It's a slow Friday so here's my pointless story of Tokyo:
I don't get embarassed easily, but this can be classified as one of the most embarassing stories of my life. A real "boy is my face red" moment.
My wife and I are in Tokyo for our honeymoon about nine years ago. I'm not a great traveller because my bowels fluctuate wildly between 'broken cement mixer' and 'Super Soaker 90,000' when abroad. This usually means I always scout locations for bathrooms like I'm Jason Bourne looking for exits.
We get to the Shinegawa train station to go to Osaka (or maybe it was Kyoto) after a week in Tokyo where I crammed nearly anything into my mouth with little disregard to meal times. Ramen, meat on sticks, green tea ice cream, normal ice cream, meat not on sticks, sushi, more sushi, sides of sushi... anything you can name.
To no one's surprise, when we get the train station my stomach begins to rumble. Hard. Like, an upside down Mount Vesuvius.
Japan's a beautiful place. It's people, landscapes, cityscapes. All of it. This also extends to public bathrooms. They're spotless... even in train stations and it's amazing. The level of respect its citizens have for public spaces is astounding.

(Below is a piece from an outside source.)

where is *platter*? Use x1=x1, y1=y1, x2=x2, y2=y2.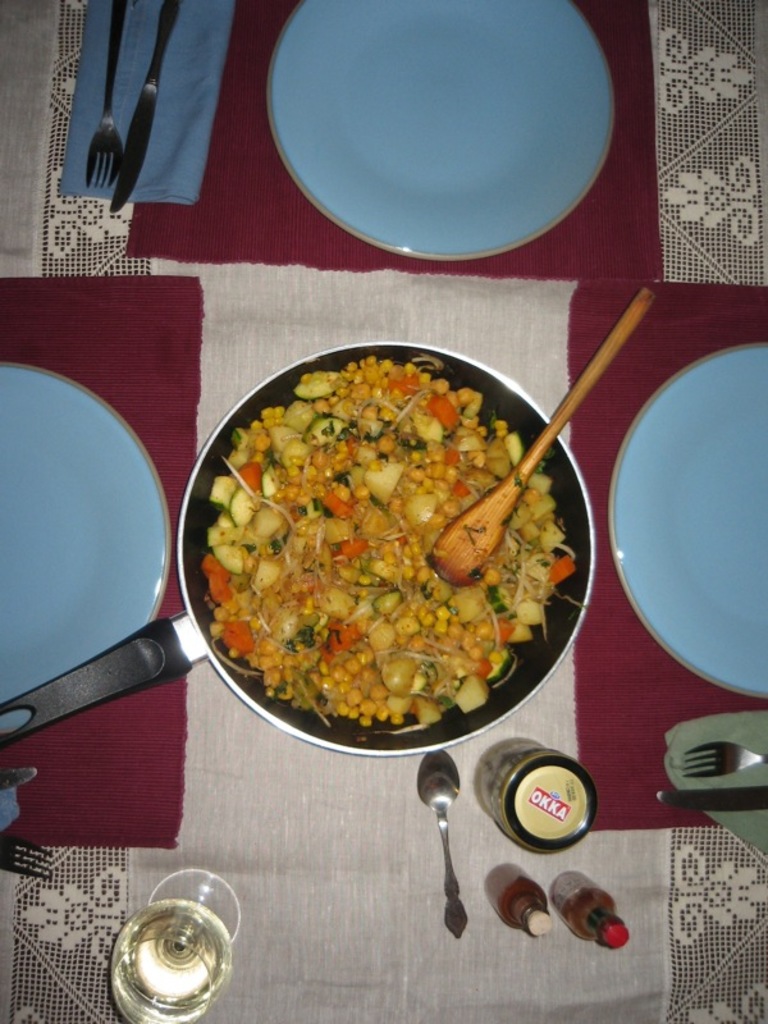
x1=179, y1=339, x2=595, y2=759.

I find a single bathroom (i.e. one room with one toilet and sink), lock the door, drop my pants and just proceed to destroy this poor toilet. I resembled something like this:
When I'm done, sweaty, and normal I look around. How do I flush? This doesn't look like my hotel toilet. I press numerous times what should be the flush button and nothing happens. So I look around and I see a handle with a piece of string attached up towards the ceiling and think, "hey this could be how you flush. My grandma's old place in Hong Kong had this."
So I pull it. It doesn't flush and nothing happens. So I shrug and like a total dbag, wash my hands and decide to just leave.
Within not even 2 minutes of pulling that handle I get a polite knock on the door:
"<Japanese>"
Me: "Hello. Yes?"
"<Japanese>"
I open the door and there are two uniformed station employees. I slowly make the connection between the string I pulled and these two poor employees at the door. I want to stress the mess I made in the bowl makes my Top 3. Possibly the GOAT.
Me: "Oh god. Please don't come in."
"<Japanese>" They start peering in
Me: "I think your toilet is broken, please tell me where the flush button is so I can make sure."
"<Japanese> It's ok, we look."
Me: "Please don't. You guys aren't paid enough to deal with this today."
"<Japanese>" They politely open the door and look around.
The look of horror on these poor men's faces is something I'll never forget. It was 95% horror and 5% impressed. I'm basically panicking at this point and don't know what to do. Your fight or flight response kicks in and all I manage to muster is:
"I'm... so... sorry. Also, I'm American."
And then I ran. I even remember the sound of the door click close behind them. Grabbed my wife, suitcases, took off to the train, and have lived with the shame and embarassment ever since.
I'm sorry I failed you Japan. I'm sorry kind train station employees.